The Gettysburg sessions extend this with a technical claim. The function of the speech is not to dedicate a cemetery. The function is to convince a war-weary Northern public to keep sending their men to die. Lincoln (1809-1865) structures the speech to feel coherent so listeners arrive at the ending willing to make that commitment. The problem-solution architecture creates the felt experience of value, regardless of content.
This stack maps onto my framework. McEnerney teaches David Pinsof’s Alliance Theory at the tactical level. Readers are a coalition that confers status. Value is what the coalition rewards. Moral vocabularies of “voice” and “self-expression” mask the coalition logic underneath. McEnerney attacks the buffered-self model: the romantic notion of the individual writer with his own voice produces unpublished manuscripts and broken careers. Writing that succeeds is socially constituted by its readership.
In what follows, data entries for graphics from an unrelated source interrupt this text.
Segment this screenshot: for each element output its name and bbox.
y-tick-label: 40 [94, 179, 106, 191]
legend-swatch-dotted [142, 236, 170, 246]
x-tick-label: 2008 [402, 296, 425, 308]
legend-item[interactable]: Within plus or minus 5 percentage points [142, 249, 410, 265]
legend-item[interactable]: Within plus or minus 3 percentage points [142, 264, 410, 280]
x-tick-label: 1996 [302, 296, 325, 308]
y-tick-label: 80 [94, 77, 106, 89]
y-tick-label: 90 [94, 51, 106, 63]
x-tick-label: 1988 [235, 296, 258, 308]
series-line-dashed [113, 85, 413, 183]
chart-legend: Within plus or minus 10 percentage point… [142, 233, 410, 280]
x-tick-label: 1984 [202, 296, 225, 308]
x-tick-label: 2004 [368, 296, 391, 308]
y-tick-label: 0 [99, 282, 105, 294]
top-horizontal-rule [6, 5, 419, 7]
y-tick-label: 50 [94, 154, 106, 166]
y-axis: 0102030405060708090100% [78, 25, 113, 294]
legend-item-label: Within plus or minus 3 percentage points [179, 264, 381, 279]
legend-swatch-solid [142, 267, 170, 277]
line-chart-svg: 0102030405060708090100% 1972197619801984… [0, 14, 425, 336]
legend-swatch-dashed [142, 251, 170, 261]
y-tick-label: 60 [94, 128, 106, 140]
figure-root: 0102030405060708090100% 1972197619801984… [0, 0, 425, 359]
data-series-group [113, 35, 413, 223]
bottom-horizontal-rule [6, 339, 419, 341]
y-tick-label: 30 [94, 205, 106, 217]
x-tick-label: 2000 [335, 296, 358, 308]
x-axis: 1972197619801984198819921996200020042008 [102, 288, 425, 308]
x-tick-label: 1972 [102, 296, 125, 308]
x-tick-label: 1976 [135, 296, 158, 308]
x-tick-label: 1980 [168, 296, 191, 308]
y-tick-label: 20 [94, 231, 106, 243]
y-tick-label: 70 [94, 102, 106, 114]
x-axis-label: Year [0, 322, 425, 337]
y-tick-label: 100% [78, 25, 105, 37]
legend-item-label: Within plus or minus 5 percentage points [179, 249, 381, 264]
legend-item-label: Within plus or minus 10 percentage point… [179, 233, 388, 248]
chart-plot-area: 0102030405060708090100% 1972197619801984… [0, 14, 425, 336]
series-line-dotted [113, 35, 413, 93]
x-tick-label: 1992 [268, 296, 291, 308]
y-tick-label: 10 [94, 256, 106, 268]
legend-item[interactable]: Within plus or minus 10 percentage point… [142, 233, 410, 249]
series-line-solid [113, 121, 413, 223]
He runs Stephen Turner’s (b. 1951) tacit knowledge framework as pedagogy. The whole writing program transmits knowing-how that cannot be reduced to rules. He attacks rule-governed training and substitutes apprentice-style coaching. His “circle the words that create value” exercise is Turner’s tacit knowledge made operational. You learn what a community treats as valuable by reading its texts and noticing the lexical patterns that mark insider competence.
The Ernest Becker (1924-1974) layer surfaces in his anecdote about the philosophy chair who keeps revising his book because someone might read it in 500 years. McEnerney tells him no one will, you are moving a conversation forward, you might be left behind. That is hero-system deflation. Writers want immortality. McEnerney offers participation in a temporary chain instead.
The Randall Collins (b. 1941) layer is implicit but obvious once you look. Writing is a move in an interaction ritual chain. Status accrues to writers skilled at extending the chain. Citations, prestige journals, recognized communities. The energy flows where the rituals are densest.
A few cracks worth flagging.
McEnerney teaches how to succeed inside a community by adopting its code. He admits in passing that ethical problems attach to this and waves them off. That is the same move every coalition apologist makes. His clientele consists of universities, professional firms, NGOs, policy institutes. His pedagogy reproduces their gatekeeping. Someone with your stack should notice that he never asks your four diagnostic questions about himself.
His Wittgenstein (1889-1951) runs loose. He uses “form of life” and “language game” as gestural authority rather than analytical tools. The phrases impress academic audiences who recognize the words. That is a McEnerney move on a McEnerney audience.
His Gettysburg admiration brackets the substance. The Address sells a war that kills 750,000 men. He admires the technique without engaging the bloody work it does. A Turner reading might note that this is how essentialism gets smuggled in. The aesthetic of “moving a conversation forward” obscures what the conversation costs.
The “value is in readers” line can collapse into sophism, and McEnerney knows it. He says academics think his teaching is shabby, cheating, mere rhetoric. He shrugs and says that’s his business. The shrug is honest but it abandons the question. Plato’s (c. 428-348 BC) critique of the sophists has not been answered. It has been monetized.
The Bad Habits section offers a clean account of why graduate-school prose dies in the marketplace.
He is teaching Pinsof to people who might faint if you handed them Pinsof.